Speaking on a radio programme, the senior Roman Catholic official recalled being sent to a prison to pray for someone who was about to be executed.

“I went and there were about five of us who prayed  with him…it was so cold and calculated. This was state sponsored murder, you know. We have to call it for what it is. It is one thing to say bring them, hang them, but it is state sponsored murder which I don't see as any better than a villain or a bad boy doing murder. Murder is murder,” he told radio listeners.

There have been no executions carried out in Trinidad and Tobago for over 20 years. The last hanging took place on July 28, 1999 when Anthony Briggs was executed for murder.

Human rights groups say there are approximately 45 individuals on death row in the country and over 1,300 awaiting trial for murder.

The Archbishop recalled the 1999 executions of nine people “in a very short time” saying that those executions did not affect the murder rate.

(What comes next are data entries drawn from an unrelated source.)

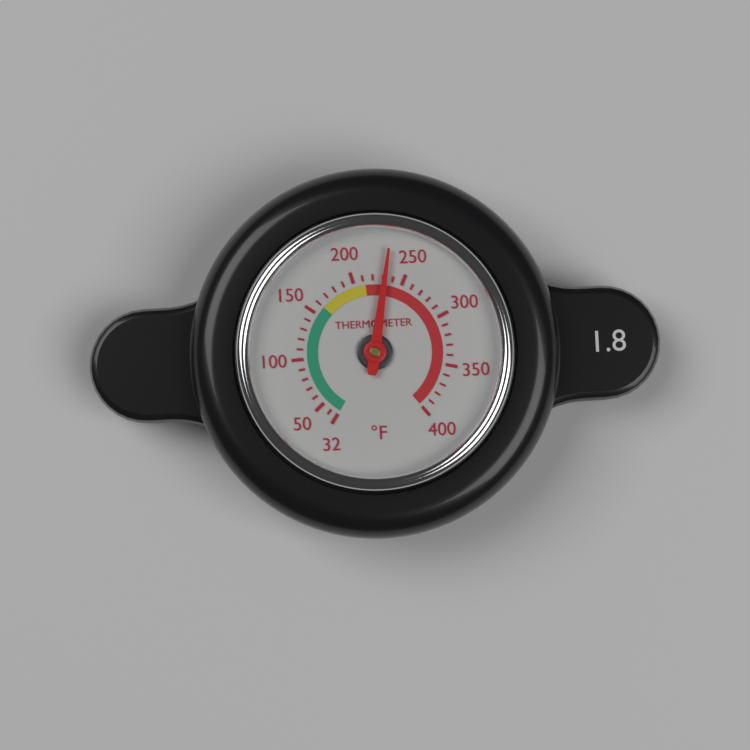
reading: 232 °F
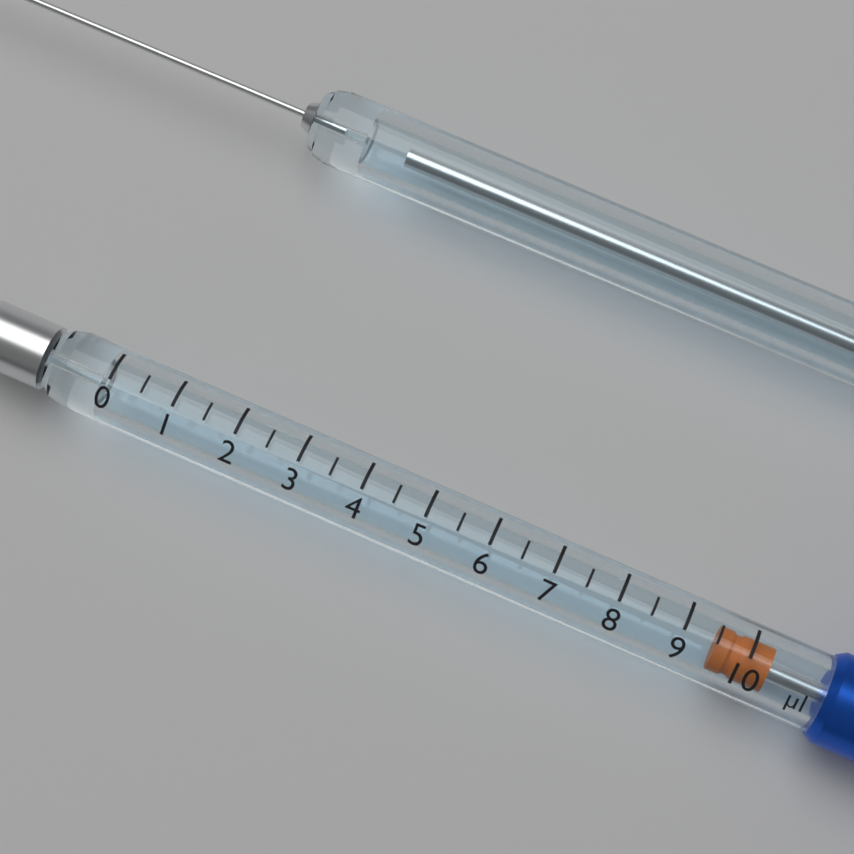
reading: 9.5 µl
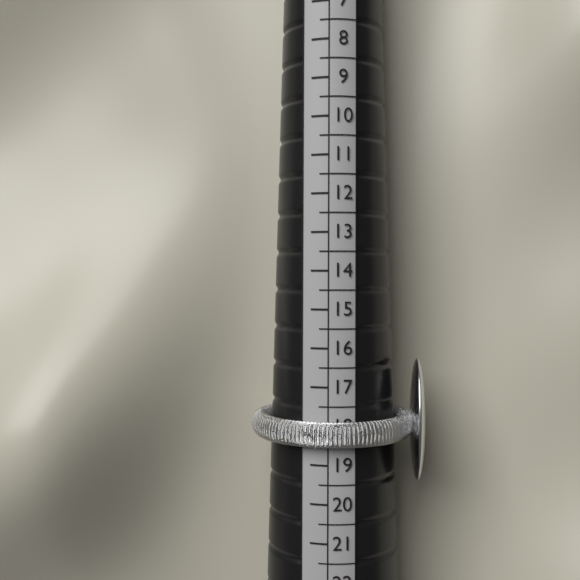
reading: 18.5 (no unit)
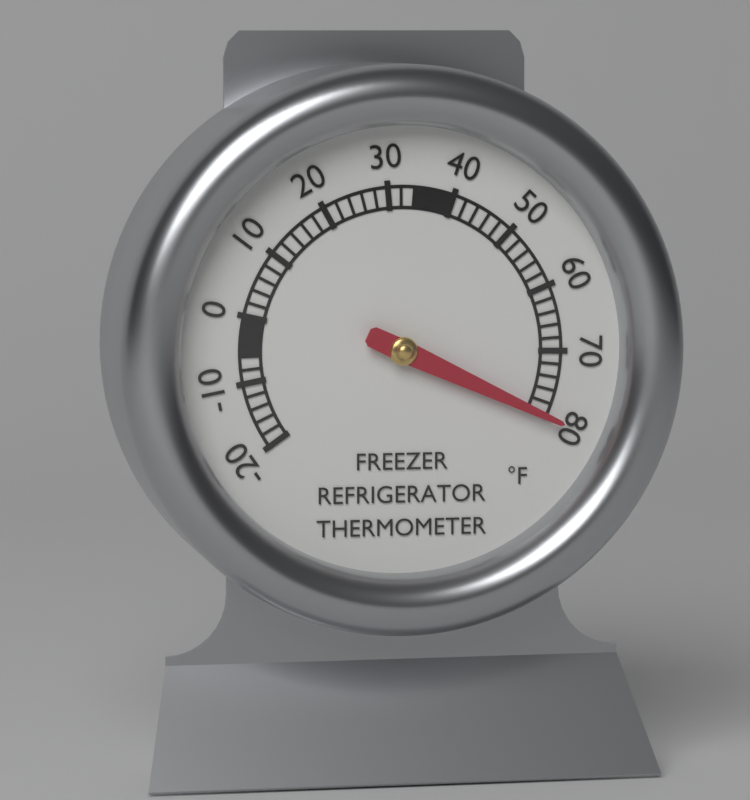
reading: 80 °F
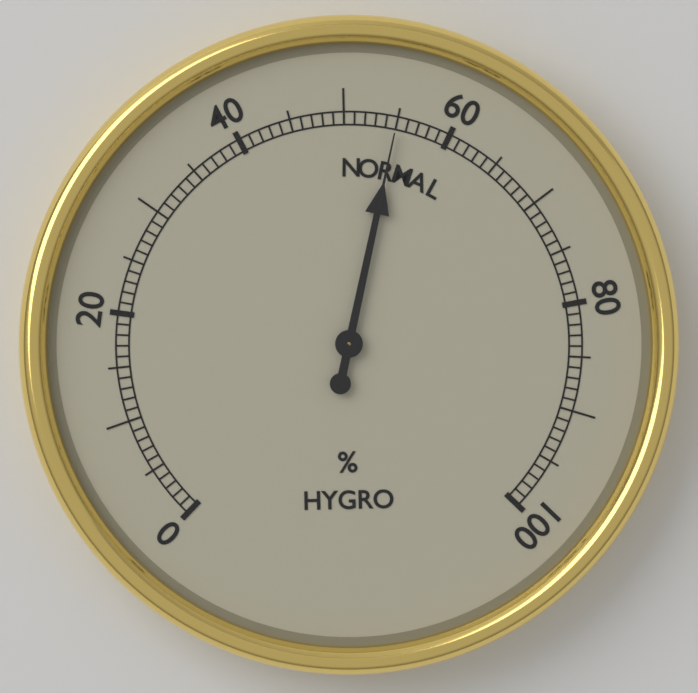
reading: 55 %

“Check the murder rate before that nine hangings and check the murder rate right after for the next couple years,” he said, adding “the murder rate escalated.

“So all those who say that hanging is the way to solve the problem  of murder in the country are missing one key fact that those nine hangings did not drop the murder rate. After those hangings the murder the rate went up exponentially,” he said, adding it doubled in two to three years “and it hasn't stopped climbing”.

Archbishop Gordon said the death penalty is not a deterrent, noting that at one stage there was only a one per cent arrest and the conviction rate “is very low also”.

He said that what is needed is better surveillance to get both arrests and convictions, warning also that there is the “systemic underdevelopment of communities” that has been going on from “generations to generations”

He is urging the authorities to step back and say for the next 25 years “this is our plan”  and regardless of who is in government ensure the development of those communities, adding  “because until those communities are developed, we cant deal with the national security challenges or we can deal with it by becoming a police state”.